Saturday Short: Close Enough, Part XV

The plains parted like water, impossible anywhere but the Other Side. His coming was inevitable as time passing too quickly for the aged and too slow for the young.

“What is lesson two?” I asked looking at Sami.

“No.” She shoved the tip of her sword into the muddy ground and leaned on it, shaking her head. “No.”

I snapped my wrist and the last of the goblin blood staining my sword splattered on the ground.  “You are still my apprentice, even here. What is lesson two?”

Her eyes shone with fury, bordering on madness. Any sane person would be mad by now. Good thing the Sisterhood never accepted totally sane people into its ranks to begin with.

“Four minutes, give or take,” Silas called from his perch above.

Why did problems always come with such short deadlines? I looked across the expanse, now littered with piles of goblin bodies, fast decomposing into the sludge that seemed to power this place.

“What is lesson two?” I turned to Sami and wished, not for the last time, that the Sisterhood had less faith in me.

“What does it matter? He’s won. I can hear him in my head. He’s—”

I grabbed Sami and shook her so her teeth clacked together and I could feel her rage throbbing into my hands. “He has not won until you give up! I will not allow it! Now, what is lesson two?”

“For every action, an opposite reaction!” She yanked herself back and stumbled as I let go.

“Precisely.”

“It means nothing, nothing!”

I smiled and she leaned away from me as if, in this moment, I was more terrifying than him. “Everything means something.”

Silas roared a warning and I reacted more from instinct than from conscious thought as I threw myself and Sami sideways as a volley of fire flew past, close enough to singe the hairs on the nape of my neck. I looked back and he was impossibly closer. But then, thinking like that, that there were impossible things on the Other Side got one killed.

“You can’t win.” His voice rumbled toward us and Sami cried out, falling to her knees. “Stop this foolishness.”

And, for a moment, I wanted to stop. It was foolishness. Why was I sacrificing myself for one apprentice? One who didn’t even care about the Sisterhood. Why was I on the Other Side? I had no need for this fight. It was not mine.

Then Silas growled, low and deep, and it broke apart such delirium that I laughed, which caused him to stop in his tracks. Like a windup doll that stuttered in its walk.

“Who said anything about winning?” Winning, whatever that actually meant, was far from my mind. I merely wanted to survive and have another cup of tea without the world ending around me or my innards being exposed for all the Other Side to see.

And I thrust my sword deep into the ground beside my feet and was met by a bellow of pain as the Plains reacted. As above…

“What?” Sami cried out and latched on to my arm as the ground shook beneath our feet, fissures breaking apart the ground along the plains. A standard reflex to pain.

“Not what,” rumbled Silas. “Who.” He turned to me. “You will be owing the Plains.”

“It cannot be helped.” …so below.

I pulled my sword from the ground and watched as the Plains reacted to being stabbed in what was essentially its hand. It writhed and we leaned against the rocky outcropping to keep our feet. Out on the body of the Plains, there was nowhere to find shelter and he was driven to his knees.

The Plains bellowed again and the ground exploded. Mud splattered up and over our heads, a volcano of earth that swallowed him. The grinding sound pain quieted as the Plains found it was now more tired than hurt. He was closer, but now limping, covered in mud. It would have to be enough.

“Two minutes,” Silas growled and shook his head, spraying mud mixed with blood at my feet. “Remember, you owe me cream.” Then he was gone, slipping through a portal that only cats could traverse and leaving us behind.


# YOUR GOAL
Write out the line with "This screenshot has width=672, height=319." and every later line through the end of the data below, exactly as given, with no pictures in the copy.

(Extracted records)

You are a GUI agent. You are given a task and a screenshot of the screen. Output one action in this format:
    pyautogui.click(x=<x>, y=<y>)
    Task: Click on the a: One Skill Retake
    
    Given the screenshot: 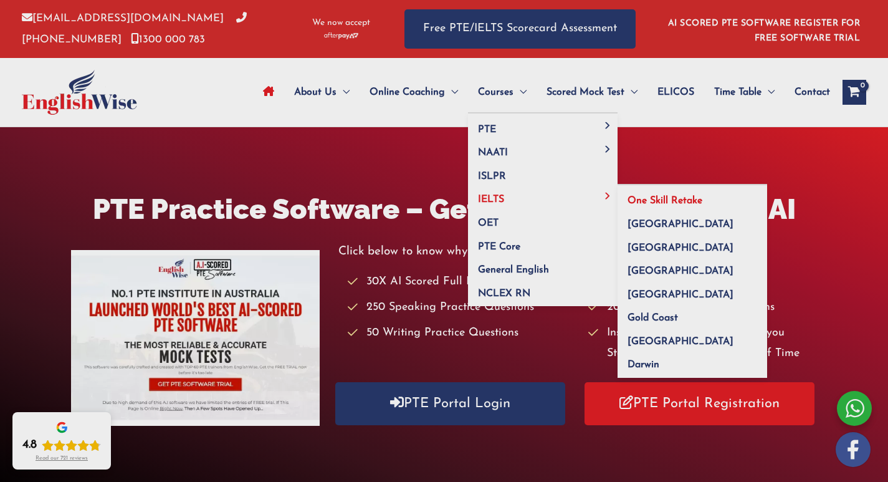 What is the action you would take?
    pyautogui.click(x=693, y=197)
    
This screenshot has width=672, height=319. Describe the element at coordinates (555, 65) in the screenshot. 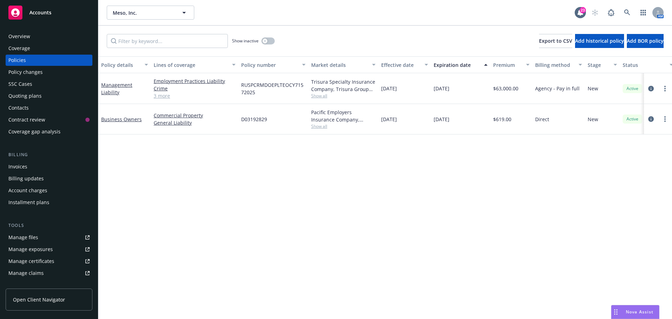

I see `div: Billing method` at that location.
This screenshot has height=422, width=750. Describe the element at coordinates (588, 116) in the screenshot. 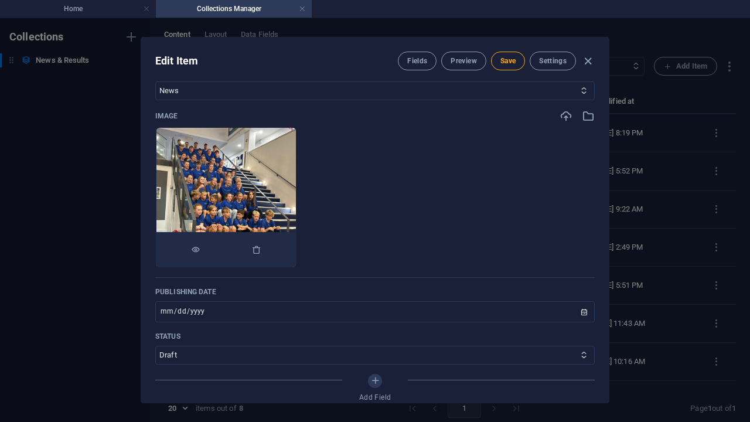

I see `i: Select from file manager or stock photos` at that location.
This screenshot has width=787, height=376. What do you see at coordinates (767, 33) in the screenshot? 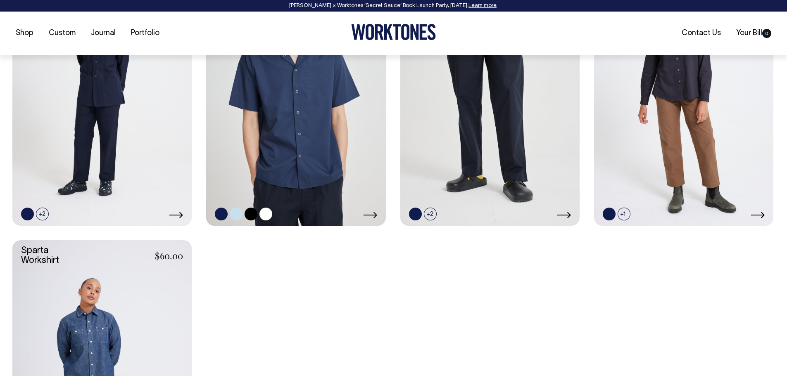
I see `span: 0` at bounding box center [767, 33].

# ANSWER BOX
This screenshot has width=672, height=319. Describe the element at coordinates (555, 65) in the screenshot. 

I see `div: Billing method` at that location.
This screenshot has height=422, width=750. Describe the element at coordinates (588, 116) in the screenshot. 

I see `i: Select from file manager or stock photos` at that location.
This screenshot has width=787, height=376. What do you see at coordinates (767, 33) in the screenshot? 
I see `span: 0` at bounding box center [767, 33].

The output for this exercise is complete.